Reclaiming Sports
Philosophy

Reclaiming Sports


A number of sports stories in the news lately. Today, the trial began for a football coach from Louisville, Kentucky charged with reckless homocide for running his team so hard in the heat and depriving them of water that two of the kids ended up in the hospital, one of them, a fifteen year old child, died. In Texas, the girls' basketball team from the Covenant Academy displayed a true spirit of Christian charity, beating an opponent 100-0. After running up the score, the school apologized for continuing their full court press and taking three-pointers, but the coach Micah Grimes said that there was nothing to apologize for. In a basketball game between Houston and Arizona, Houston player Aubrey Coleman intentionally stepped on the face of Arizona player Chase Budinger, showing no sense of empathy or concern for him afterward at all.

The culture of sport has become a repository of everything poisonous in our society. I am not anti-athletics. I was a division I athlete. Sports helped pay for college and I want my children to learn what sport has to teach them about physicality, team work, humility when things are good and bad, focus and hard work, finding that your limits beyond where you think they are. But the virtue of sport is eclipsed by the culture, enforced by many coaches whose warped and dangerous picture of masculinity (which has infected women's sports as well) hurts the children, hurts the game, and hurts the society which venerates athletes above those who make actual contributions to the culture.

How do we get it back from them? How do we put sports in their proper place as enjoyable? It is something you do for fun, for health, for socializing. But not if you look at high schools or even the older divisions of little league. Do we cut our losses and form other sporting communities with a different ethos? I think the popularity of soccer, for example, is a reaction to the unhealthy hyper-masculinty of the football world. Similarly, ultimate frisbee is not merely a great game, it is a culture unto itself with a funky spirit, a character that makes it the game it is. Bowling is perhaps the best example of a sport with its own way of being in the world.

Is this a cop out? Is it realism to admit defeat? Can we reclaim sports?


# Task brief
Extract every record, exactly as written, and ignore the pictures.

◇ ◇ ◇

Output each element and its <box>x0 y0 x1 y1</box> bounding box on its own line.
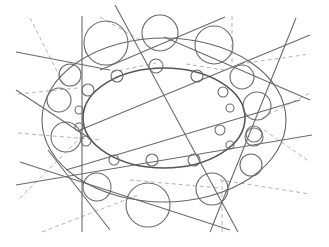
tangent-line <box>16 52 110 70</box>
tangent-circle <box>230 65 254 89</box>
tangent-circle <box>82 84 94 96</box>
tangent-circle <box>196 173 228 205</box>
dashed-line <box>186 64 224 70</box>
tangent-line <box>66 100 300 170</box>
inner-ellipse <box>83 68 245 168</box>
tangent-circle <box>47 88 71 112</box>
tangent-circle <box>226 104 234 112</box>
tangent-line <box>164 37 310 100</box>
geometry-diagram <box>0 0 329 247</box>
tangent-line <box>20 162 230 230</box>
dashed-line <box>42 195 138 232</box>
tangent-circles <box>47 15 271 227</box>
tangent-circle <box>146 154 158 166</box>
tangent-line <box>210 18 296 232</box>
tangent-lines <box>16 5 312 232</box>
tangent-circle <box>126 183 170 227</box>
tangent-circle <box>142 15 178 51</box>
tangent-circle <box>240 154 262 176</box>
tangent-circle <box>51 122 81 152</box>
dashed-line <box>264 130 310 162</box>
tangent-circle <box>149 59 163 73</box>
tangent-circle <box>215 125 225 135</box>
tangent-line <box>16 135 312 185</box>
dashed-construction-lines <box>18 16 310 232</box>
diagram-canvas <box>0 0 329 247</box>
tangent-circle <box>218 87 228 97</box>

◇ ◇ ◇

# Solution for this task
Output each element and its <box>x0 y0 x1 y1</box> bounding box on its own line.
tangent-line <box>16 52 110 70</box>
tangent-circle <box>230 65 254 89</box>
tangent-circle <box>82 84 94 96</box>
tangent-circle <box>196 173 228 205</box>
dashed-line <box>186 64 224 70</box>
tangent-line <box>66 100 300 170</box>
inner-ellipse <box>83 68 245 168</box>
tangent-circle <box>47 88 71 112</box>
tangent-circle <box>226 104 234 112</box>
tangent-line <box>164 37 310 100</box>
geometry-diagram <box>0 0 329 247</box>
tangent-line <box>20 162 230 230</box>
dashed-line <box>42 195 138 232</box>
tangent-circles <box>47 15 271 227</box>
tangent-circle <box>146 154 158 166</box>
tangent-line <box>210 18 296 232</box>
tangent-lines <box>16 5 312 232</box>
tangent-circle <box>126 183 170 227</box>
tangent-circle <box>142 15 178 51</box>
tangent-circle <box>240 154 262 176</box>
tangent-circle <box>51 122 81 152</box>
dashed-line <box>264 130 310 162</box>
tangent-circle <box>149 59 163 73</box>
tangent-circle <box>215 125 225 135</box>
tangent-line <box>16 135 312 185</box>
dashed-construction-lines <box>18 16 310 232</box>
diagram-canvas <box>0 0 329 247</box>
tangent-circle <box>218 87 228 97</box>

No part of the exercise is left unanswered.